What are the top AI tools for teachers in 2025?
Leading AI tools for teachers in 2025 include Magic School AI for lesson planning, Diffit for text adaptation, Curipod for interactive presentations, Mizou for safe AI chat for students, and Brisk Teaching as a Chrome extension for rapid feedback. Most offer free tiers for individual teachers.
Are AI tools for teachers free to use?
Many AI tools for teachers offer free individual plans. Magic School AI, Diffit, and Curipod are free for classroom use. Premium plans unlock collaboration features, higher usage limits, or school-wide deployment. Districts can often negotiate bulk licensing that makes paid tiers affordable per teacher.
How do AI tools save teachers time?
AI tools reduce teacher workload by drafting lesson plans in seconds, generating differentiated versions of the same activity, creating quiz questions from any text, and summarizing lengthy documents.
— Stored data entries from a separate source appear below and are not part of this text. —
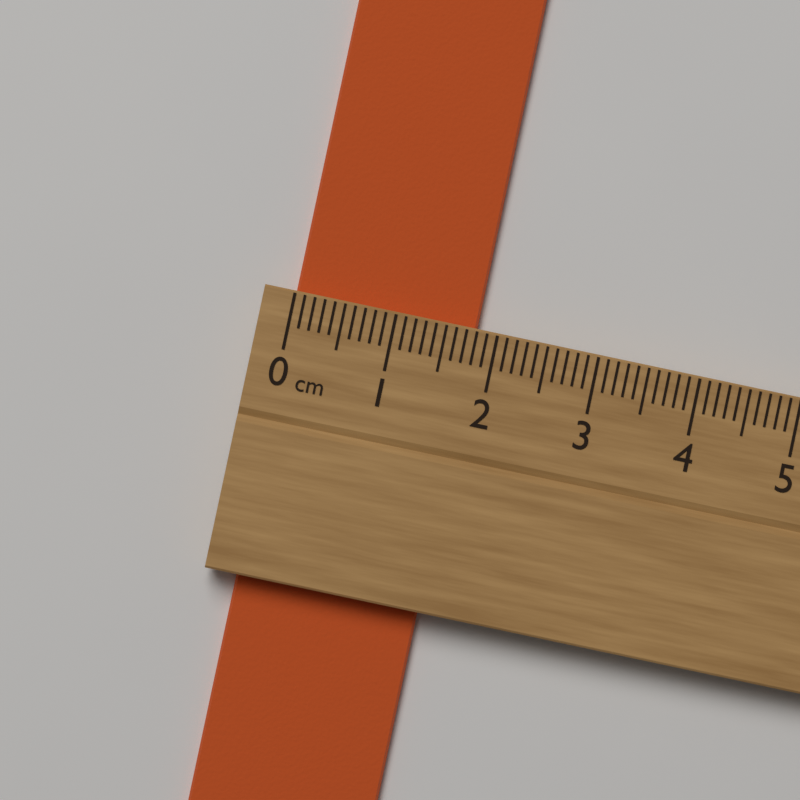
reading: 1.8 cm
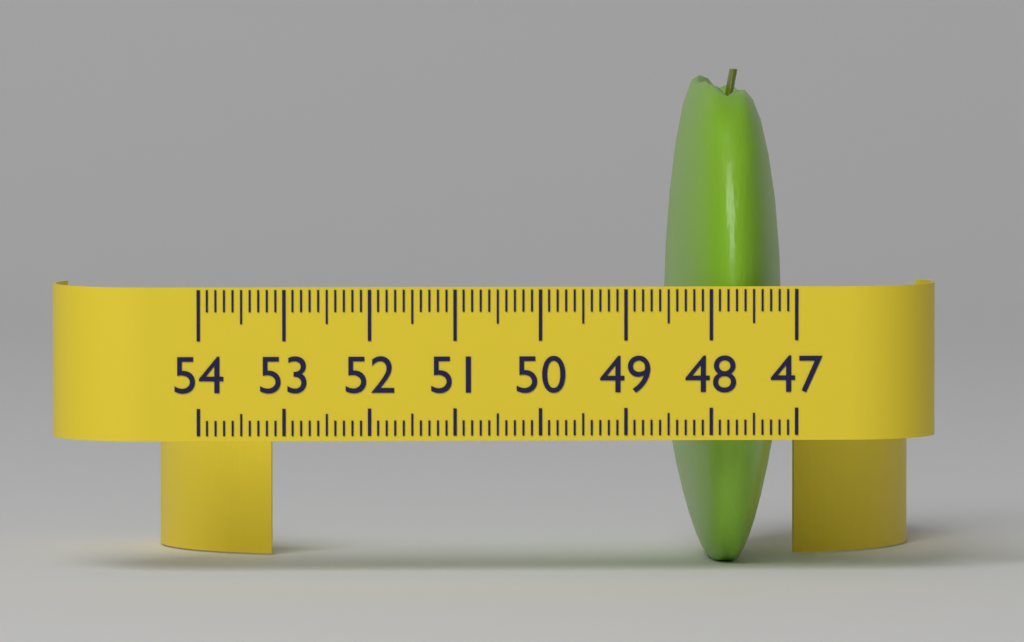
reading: 48.4 (no unit)
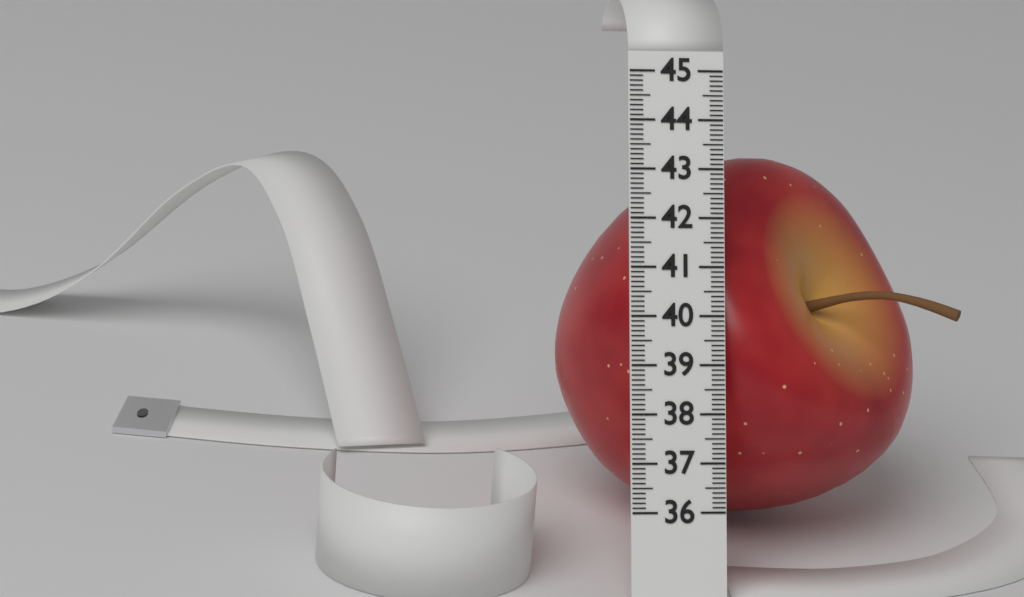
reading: 43.5 (no unit)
Teachers report saving several hours per week on administrative tasks by using AI for first drafts that they then edit and personalize.
What training do teachers need to use AI tools effectively?
Effective AI use requires teachers to understand prompt engineering basics, recognize AI hallucinations, and apply critical evaluation skills. Many states now offer free professional development workshops on AI; organizations like ISTE and ASCD have published free guidance frameworks for AI literacy in teaching practice.